5 resultados para floral shifts

em Bucknell University Digital Commons - Pensilvania - USA


Relevância:

20.00% 20.00%

Publicador:

Resumo:

Semi-weak n-hyponormality is defined and studied using the notion of positive determinant partition. Several examples related to semi-weakly n-hyponormal weighted shifts are discussed. In particular, it is proved that there exists a semi-weakly three-hyponormal weighted shift W (alpha) with alpha (0) = alpha (1) < alpha (2) which is not two-hyponormal, which illustrates the gaps between various weak subnormalities.

Relevância:

20.00% 20.00%

Publicador:

Resumo:

We characterize positive quadratic hyponormality of the weighted shift W-alpha(x) associated to the weight sequence alpha(x) : 1, 1, root x, (root u, root v, root w)(Lambda) with Stampfli recursive tail, and produce an interval in x with non-empty interior in the positive real line for quadratic hyponormality but not positive quadratic hyponormality for such a shift. (C) 2013 Elsevier Inc. All rights reserved.

Relevância:

20.00% 20.00%

Publicador:

Resumo:

Given the weight sequence for a subnormal recursively generated weighted shift on Hilbert space, one approach to the study of classes of operators weaker than subnormal has been to form a backward extension of the shift by prefixing weights to the sequence. We characterize positive quadratic hyponormality and revisit quadratic hyponormality of certain such backward extensions of arbitrary length, generalizing earlier results, and also show that a function apparently introduced as a matter of convenience for quadratic hyponormality actually captures considerable information about positive quadratic hyponormality.

Relevância:

20.00% 20.00%

Publicador:

Resumo:

We used a colour-space model of avian vision to assess whether a distinctive bird pollination syndrome exists for floral colour among Australian angiosperms. We also used a novel phylogenetically based method to assess whether such a syndrome represents a significant degree of convergent evolution. About half of the 80 species in our sample that attract nectarivorous birds had floral colours in a small, isolated region of colour space characterized by an emphasis on long-wavelength reflection. The distinctiveness of this 'red arm' region was much greater when colours were modelled for violet-sensitive (VS) avian vision than for the ultraviolet-sensitive visual system. Honeyeaters (Meliphagidae) are the dominant avian nectarivores in Australia and have VS vision. Ancestral state reconstructions suggest that 31 lineages evolved into the red arm region, whereas simulations indicate that an average of five or six lineages and a maximum of 22 are likely to have entered in the absence of selection. Thus, significant evolutionary convergence on a distinctive floral colour syndrome for bird pollination has occurred in Australia, although only a subset of bird-pollinated taxa belongs to this syndrome. The visual system of honeyeaters has been the apparent driver of this convergence.

Relevância:

20.00% 20.00%

Publicador:

Resumo:

We consider k-hyponormality and n-contractivity (k, n = 1, 2, ...) as "weak subnormalities" for a Hilbert space operator. It is known that k-hyponormality implies 2k-contractivity; we produce some classes of weighted shifts including a parameter for which membership in a certain n-contractive class is equivalent to k-hyponormality. We consider as well some extensions of these results to operators arising as restrictions of these shifts, or from linear combinations of the Berger measures associated with the shifts.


Exercise prompt
If "swimming" shows up in a line of the material, return that line.

Listed entries
►
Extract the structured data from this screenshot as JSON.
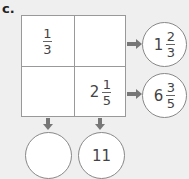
{
  "label": "c.",
  "grid": {
    "top_left": {
      "whole": "",
      "numerator": "1",
      "denominator": "3"
    },
    "top_right": {
      "whole": "",
      "numerator": "",
      "denominator": ""
    },
    "bottom_left": {
      "whole": "",
      "numerator": "",
      "denominator": ""
    },
    "bottom_right": {
      "whole": "2",
      "numerator": "1",
      "denominator": "5"
    }
  },
  "row_totals": [
    {
      "whole": "1",
      "numerator": "2",
      "denominator": "3"
    },
    {
      "whole": "6",
      "numerator": "3",
      "denominator": "5"
    }
  ],
  "column_totals": [
    {
      "value": ""
    },
    {
      "value": "11"
    }
  ],
  "colors": {
    "background": "#efefef",
    "border": "#999999",
    "arrow": "#777777"
  }
}
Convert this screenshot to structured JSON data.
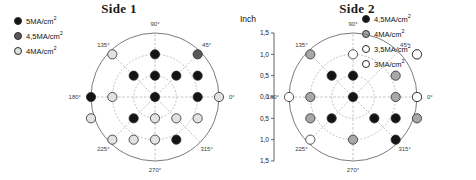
{
  "figure": {
    "panels": [
      {
        "id": "side1",
        "title": "Side 1",
        "legend": [
          {
            "label": "5MA/cm",
            "sup": "2",
            "color": "#141414"
          },
          {
            "label": "4,5MA/cm",
            "sup": "2",
            "color": "#5a5a5a"
          },
          {
            "label": "4MA/cm",
            "sup": "2",
            "color": "#e2e2e2"
          }
        ]
      },
      {
        "id": "side2",
        "title": "Side 2",
        "legend": [
          {
            "label": "4,5MA/cm",
            "sup": "2",
            "color": "#141414"
          },
          {
            "label": "4MA/cm",
            "sup": "2",
            "color": "#a8a8a8"
          },
          {
            "label": "3,5MA/cm",
            "sup": "2",
            "color": "#ffffff"
          },
          {
            "label": "3MA/cm",
            "sup": "2",
            "color": "#ffffff"
          }
        ]
      }
    ],
    "axis": {
      "unit": "Inch",
      "tick_labels": [
        "1,5",
        "1,0",
        "0,5",
        "0,0",
        "0,5",
        "1,0",
        "1,5"
      ]
    },
    "angle_labels": [
      "0",
      "45",
      "90",
      "135",
      "180",
      "225",
      "270",
      "315"
    ],
    "degree_symbol": "°"
  },
  "chart_data": {
    "type": "scatter",
    "xlabel": "",
    "ylabel": "Inch",
    "xlim": [
      -1.5,
      1.5
    ],
    "ylim": [
      -1.5,
      1.5
    ],
    "grid": true,
    "coordinate_system": "polar",
    "radial_ticks": [
      0.5,
      1.0,
      1.5
    ],
    "angular_ticks_deg": [
      0,
      45,
      90,
      135,
      180,
      225,
      270,
      315
    ],
    "legend_position": "outside-top",
    "panels": [
      {
        "name": "Side 1",
        "series": [
          {
            "name": "5MA/cm2",
            "color": "#141414",
            "points": [
              [
                0,
                1
              ],
              [
                -0.5,
                0.5
              ],
              [
                0,
                0.5
              ],
              [
                0.5,
                0.5
              ],
              [
                1,
                0.5
              ],
              [
                0,
                0
              ],
              [
                1,
                0
              ],
              [
                -1.5,
                0
              ],
              [
                -0.5,
                -0.5
              ],
              [
                0.5,
                -1
              ]
            ]
          },
          {
            "name": "4,5MA/cm2",
            "color": "#5a5a5a",
            "points": [
              [
                1,
                1
              ]
            ]
          },
          {
            "name": "4MA/cm2",
            "color": "#e2e2e2",
            "points": [
              [
                -1,
                1
              ],
              [
                -1,
                0
              ],
              [
                1.5,
                0
              ],
              [
                0,
                -0.5
              ],
              [
                0.5,
                -0.5
              ],
              [
                -1,
                -1
              ],
              [
                -0.5,
                -1
              ],
              [
                0,
                -1
              ],
              [
                1,
                -0.5
              ],
              [
                -1.5,
                -0.5
              ]
            ]
          }
        ]
      },
      {
        "name": "Side 2",
        "series": [
          {
            "name": "4,5MA/cm2",
            "color": "#141414",
            "points": [
              [
                0,
                0.5
              ],
              [
                -0.5,
                0.5
              ],
              [
                0,
                0
              ],
              [
                0.5,
                -0.5
              ],
              [
                -0.5,
                -0.5
              ],
              [
                1,
                -1
              ],
              [
                1,
                -0.5
              ]
            ]
          },
          {
            "name": "4MA/cm2",
            "color": "#a8a8a8",
            "points": [
              [
                -1,
                1
              ],
              [
                1,
                0.5
              ],
              [
                -1,
                0
              ],
              [
                1,
                0
              ],
              [
                -1,
                -0.5
              ],
              [
                0,
                -1
              ],
              [
                1.5,
                -0.5
              ],
              [
                1.5,
                0
              ],
              [
                1.5,
                1
              ]
            ]
          },
          {
            "name": "3,5MA/cm2",
            "color": "#ffffff",
            "points": [
              [
                0,
                1
              ],
              [
                1.5,
                1
              ],
              [
                -1.5,
                0
              ],
              [
                -1,
                -1
              ]
            ]
          },
          {
            "name": "3MA/cm2",
            "color": "#ffffff",
            "points": [
              [
                1.5,
                0
              ]
            ]
          }
        ]
      }
    ]
  }
}
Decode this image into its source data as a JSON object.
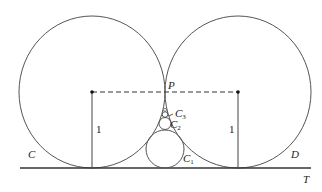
{
  "diagram": {
    "labels": {
      "P": "P",
      "C": "C",
      "D": "D",
      "T": "T",
      "C1": "C",
      "C1_sub": "1",
      "C2": "C",
      "C2_sub": "2",
      "C3": "C",
      "C3_sub": "3",
      "left_radius": "1",
      "right_radius": "1"
    },
    "colors": {
      "stroke": "#555555",
      "text": "#222222"
    }
  }
}
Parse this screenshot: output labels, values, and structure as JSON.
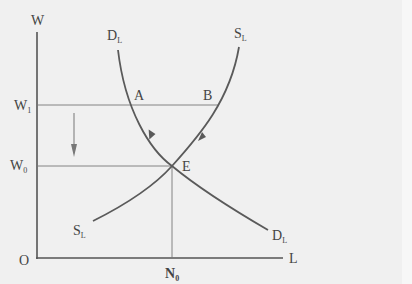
{
  "diagram": {
    "axes": {
      "y_label": "W",
      "x_label": "L",
      "origin_label": "O"
    },
    "wage_levels": [
      {
        "label": "W",
        "subscript": "1"
      },
      {
        "label": "W",
        "subscript": "0"
      }
    ],
    "quantity_levels": [
      {
        "label": "N",
        "subscript": "0"
      }
    ],
    "curves": {
      "demand": {
        "label": "D",
        "subscript": "L"
      },
      "supply": {
        "label": "S",
        "subscript": "L"
      }
    },
    "points": {
      "a": "A",
      "b": "B",
      "e": "E"
    },
    "annotation": "downward arrow indicating wage falls from W1 to W0"
  }
}
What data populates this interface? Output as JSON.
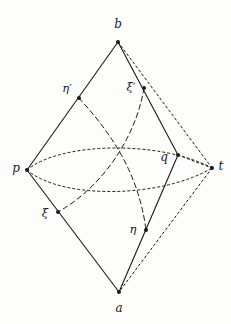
{
  "figure": {
    "type": "geometric-diagram",
    "width": 231,
    "height": 324,
    "background_color": "#fdfdfc",
    "ink_color": "#1a1a1a",
    "dot_radius": 2.0,
    "solid_stroke_width": 1.1,
    "dashed_stroke_width": 1.0,
    "dotted_stroke_width": 1.0,
    "dash_pattern": "5,3.5",
    "dot_pattern": "2.2,2.8",
    "vertices": [
      {
        "id": "b",
        "label": "b",
        "x": 118,
        "y": 42,
        "label_x": 118,
        "label_y": 24,
        "dot": true,
        "greek": false
      },
      {
        "id": "p",
        "label": "p",
        "x": 27,
        "y": 170,
        "label_x": 16,
        "label_y": 168,
        "dot": true,
        "greek": false
      },
      {
        "id": "t",
        "label": "t",
        "x": 212,
        "y": 168,
        "label_x": 221,
        "label_y": 166,
        "dot": true,
        "greek": false
      },
      {
        "id": "a",
        "label": "a",
        "x": 119,
        "y": 292,
        "label_x": 119,
        "label_y": 308,
        "dot": true,
        "greek": false
      },
      {
        "id": "etaprime",
        "label": "η′",
        "x": 79,
        "y": 98,
        "label_x": 67,
        "label_y": 89,
        "dot": true,
        "greek": true
      },
      {
        "id": "xiprime",
        "label": "ξ′",
        "x": 144,
        "y": 88,
        "label_x": 131,
        "label_y": 88,
        "dot": true,
        "greek": true
      },
      {
        "id": "q",
        "label": "q",
        "x": 178,
        "y": 155,
        "label_x": 164,
        "label_y": 157,
        "dot": true,
        "greek": false
      },
      {
        "id": "xi",
        "label": "ξ",
        "x": 58,
        "y": 212,
        "label_x": 45,
        "label_y": 214,
        "dot": true,
        "greek": true
      },
      {
        "id": "eta",
        "label": "η",
        "x": 146,
        "y": 230,
        "label_x": 133,
        "label_y": 230,
        "dot": true,
        "greek": true
      }
    ],
    "solid_edges": [
      {
        "name": "edge-b-etaprime-p",
        "from": "b",
        "to": "p",
        "via": "etaprime",
        "path": "M 118 42 L 27 170"
      },
      {
        "name": "edge-p-xi-a",
        "from": "p",
        "to": "a",
        "via": "xi",
        "path": "M 27 170 L 119 292"
      },
      {
        "name": "edge-b-xiprime-q",
        "from": "b",
        "to": "q",
        "via": "xiprime",
        "path": "M 118 42 L 178 155"
      },
      {
        "name": "edge-q-eta-a",
        "from": "q",
        "to": "a",
        "via": "eta",
        "path": "M 178 155 L 119 292"
      }
    ],
    "dotted_edges": [
      {
        "name": "edge-b-t",
        "from": "b",
        "to": "t",
        "path": "M 118 42 L 212 168"
      },
      {
        "name": "edge-t-a",
        "from": "t",
        "to": "a",
        "path": "M 212 168 L 119 292"
      },
      {
        "name": "edge-q-t",
        "from": "q",
        "to": "t",
        "path": "M 178 155 L 212 168"
      },
      {
        "name": "arc-p-t-upper",
        "from": "p",
        "to": "t",
        "path": "M 27 170 C 60 142 160 140 212 168"
      },
      {
        "name": "arc-p-t-lower",
        "from": "p",
        "to": "t",
        "path": "M 27 170 C 62 200 162 198 212 168"
      }
    ],
    "dashed_curves": [
      {
        "name": "curve-etaprime-eta",
        "from": "etaprime",
        "to": "eta",
        "path": "M 79 98 C 106 128 138 168 146 230"
      },
      {
        "name": "curve-xiprime-xi",
        "from": "xiprime",
        "to": "xi",
        "path": "M 144 88 C 136 136 104 186 58 212"
      }
    ]
  }
}
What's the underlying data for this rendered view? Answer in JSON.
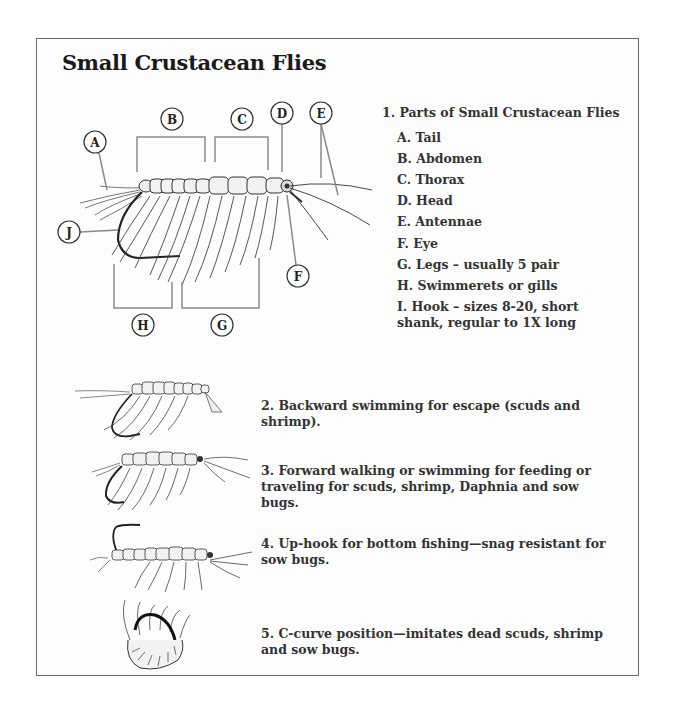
{
  "title": "Small Crustacean Flies",
  "parts_diagram": {
    "callout_labels": [
      "A",
      "B",
      "C",
      "D",
      "E",
      "F",
      "G",
      "H",
      "J"
    ]
  },
  "legend": {
    "header": "1. Parts of Small Crustacean Flies",
    "items": [
      {
        "letter": "A",
        "text": "A. Tail"
      },
      {
        "letter": "B",
        "text": "B. Abdomen"
      },
      {
        "letter": "C",
        "text": "C. Thorax"
      },
      {
        "letter": "D",
        "text": "D. Head"
      },
      {
        "letter": "E",
        "text": "E. Antennae"
      },
      {
        "letter": "F",
        "text": "F. Eye"
      },
      {
        "letter": "G",
        "text": "G. Legs – usually 5 pair"
      },
      {
        "letter": "H",
        "text": "H. Swimmerets or gills"
      },
      {
        "letter": "I",
        "text": "I. Hook – sizes 8-20, short"
      },
      {
        "letter": "I2",
        "text": "shank, regular to 1X long"
      }
    ]
  },
  "positions": [
    {
      "number": 2,
      "line1": "2. Backward swimming for escape (scuds and",
      "line2": "shrimp)."
    },
    {
      "number": 3,
      "line1": "3. Forward walking or swimming for feeding or",
      "line2": "traveling for scuds, shrimp, Daphnia and sow bugs."
    },
    {
      "number": 4,
      "line1": "4. Up-hook for bottom fishing—snag resistant for",
      "line2": "sow bugs."
    },
    {
      "number": 5,
      "line1": "5. C-curve position—imitates dead scuds, shrimp",
      "line2": "and sow bugs."
    }
  ],
  "colors": {
    "frame": "#6a6a6a",
    "text": "#333333",
    "title": "#1a1a1a",
    "bracket": "#8a8a8a"
  }
}
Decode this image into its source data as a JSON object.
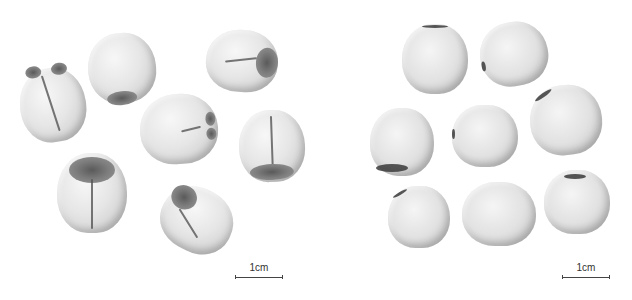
{
  "figure": {
    "left_panel": {
      "description": "Seeds with husk/testa showing grooves and dark hilum",
      "seed_count": 7,
      "scale_bar": {
        "label": "1cm"
      }
    },
    "right_panel": {
      "description": "Polished/hulled smooth seeds",
      "seed_count": 8,
      "scale_bar": {
        "label": "1cm"
      }
    }
  }
}
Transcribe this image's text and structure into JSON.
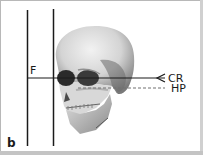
{
  "figure": {
    "panel_label": "b",
    "labels": {
      "frankfort_plane": "F",
      "central_ray": "CR",
      "horizontal_plane": "HP"
    },
    "colors": {
      "line": "#1a1a1a",
      "dashed_line": "#707070",
      "skull_light": "#e6e6e6",
      "skull_shadow": "#5a5a5a",
      "border": "#b8b8b8"
    }
  }
}
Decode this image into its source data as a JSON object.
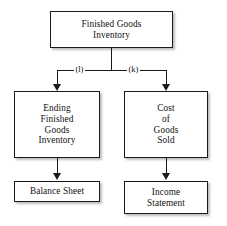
{
  "diagram": {
    "type": "flowchart",
    "line_color": "#1a1a1a",
    "box_fill": "#ffffff",
    "shadow_color": "#6e6e6e",
    "nodes": {
      "top": {
        "label": "Finished Goods Inventory",
        "line1": "Finished Goods",
        "line2": "Inventory"
      },
      "ending_inventory": {
        "label": "Ending Finished Goods Inventory",
        "line1": "Ending",
        "line2": "Finished",
        "line3": "Goods",
        "line4": "Inventory"
      },
      "cost_of_goods_sold": {
        "label": "Cost of Goods Sold",
        "line1": "Cost",
        "line2": "of",
        "line3": "Goods",
        "line4": "Sold"
      },
      "balance_sheet": {
        "label": "Balance Sheet",
        "line1": "Balance Sheet"
      },
      "income_statement": {
        "label": "Income Statement",
        "line1": "Income",
        "line2": "Statement"
      }
    },
    "edge_labels": {
      "left": "(l)",
      "right": "(k)"
    }
  }
}
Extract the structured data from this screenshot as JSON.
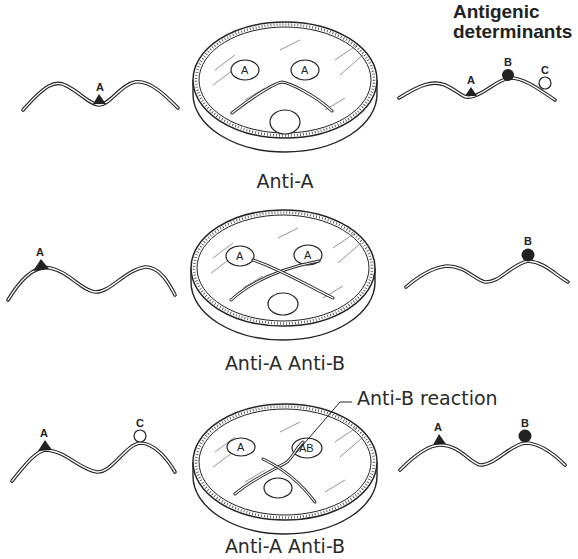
{
  "title": {
    "line1": "Antigenic",
    "line2": "determinants"
  },
  "panels": [
    {
      "caption": "Anti-A",
      "left_molecule": {
        "determinants": [
          "A"
        ]
      },
      "plate": {
        "wells": [
          "A",
          "A"
        ],
        "precipitin_pattern": "arc (identity)"
      },
      "right_molecule": {
        "determinants": [
          "A",
          "B",
          "C"
        ]
      }
    },
    {
      "caption": "Anti-A Anti-B",
      "left_molecule": {
        "determinants": [
          "A"
        ]
      },
      "plate": {
        "wells": [
          "A",
          "A"
        ],
        "precipitin_pattern": "crossed lines (non-identity)"
      },
      "right_molecule": {
        "determinants": [
          "B"
        ]
      }
    },
    {
      "caption": "Anti-A Anti-B",
      "annotation": "Anti-B reaction",
      "left_molecule": {
        "determinants": [
          "A",
          "C"
        ]
      },
      "plate": {
        "wells": [
          "A",
          "AB"
        ],
        "precipitin_pattern": "spur (partial identity)"
      },
      "right_molecule": {
        "determinants": [
          "A",
          "B"
        ]
      }
    }
  ],
  "labels": {
    "p1_left_A": "A",
    "p1_right_A": "A",
    "p1_right_B": "B",
    "p1_right_C": "C",
    "p1_well_left": "A",
    "p1_well_right": "A",
    "p2_left_A": "A",
    "p2_right_B": "B",
    "p2_well_left": "A",
    "p2_well_right": "A",
    "p3_left_A": "A",
    "p3_left_C": "C",
    "p3_right_A": "A",
    "p3_right_B": "B",
    "p3_well_left": "A",
    "p3_well_right": "AB"
  },
  "colors": {
    "ink": "#222222",
    "background": "#ffffff"
  }
}
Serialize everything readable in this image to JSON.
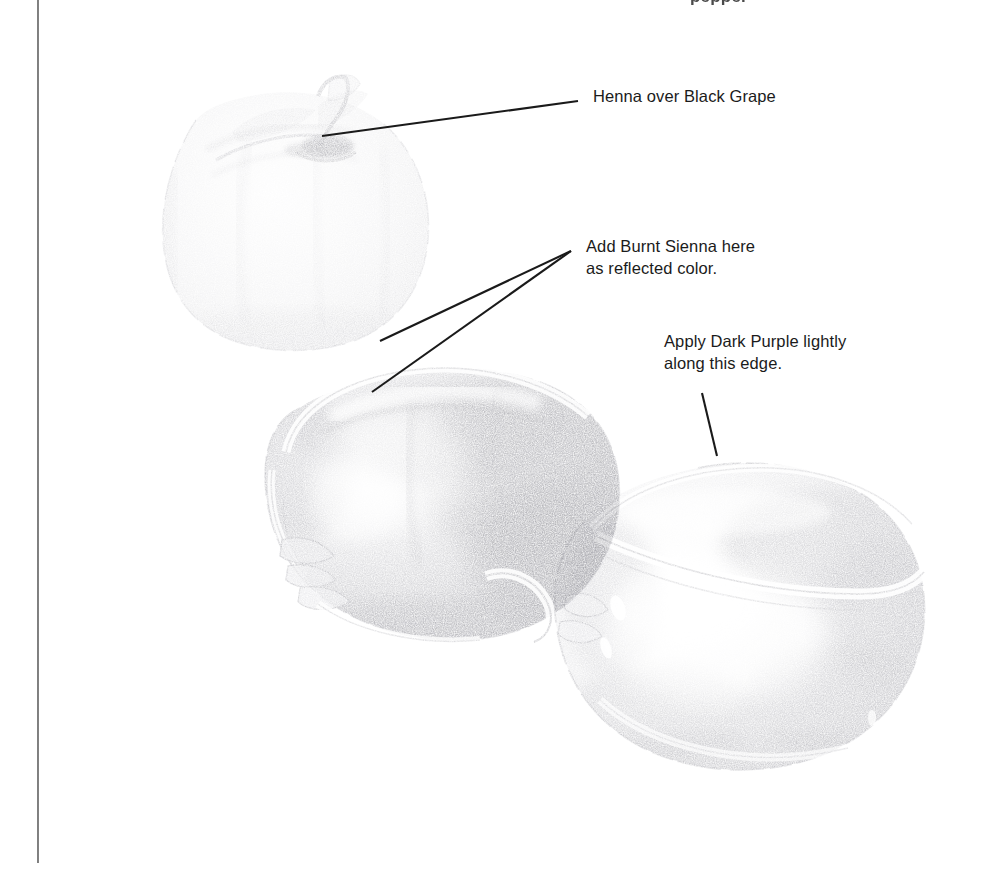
◄
Solution
      "line1": "2. Backward swimming for escape (scuds and",
      "line1": "3. Forward walking or swimming for feeding or",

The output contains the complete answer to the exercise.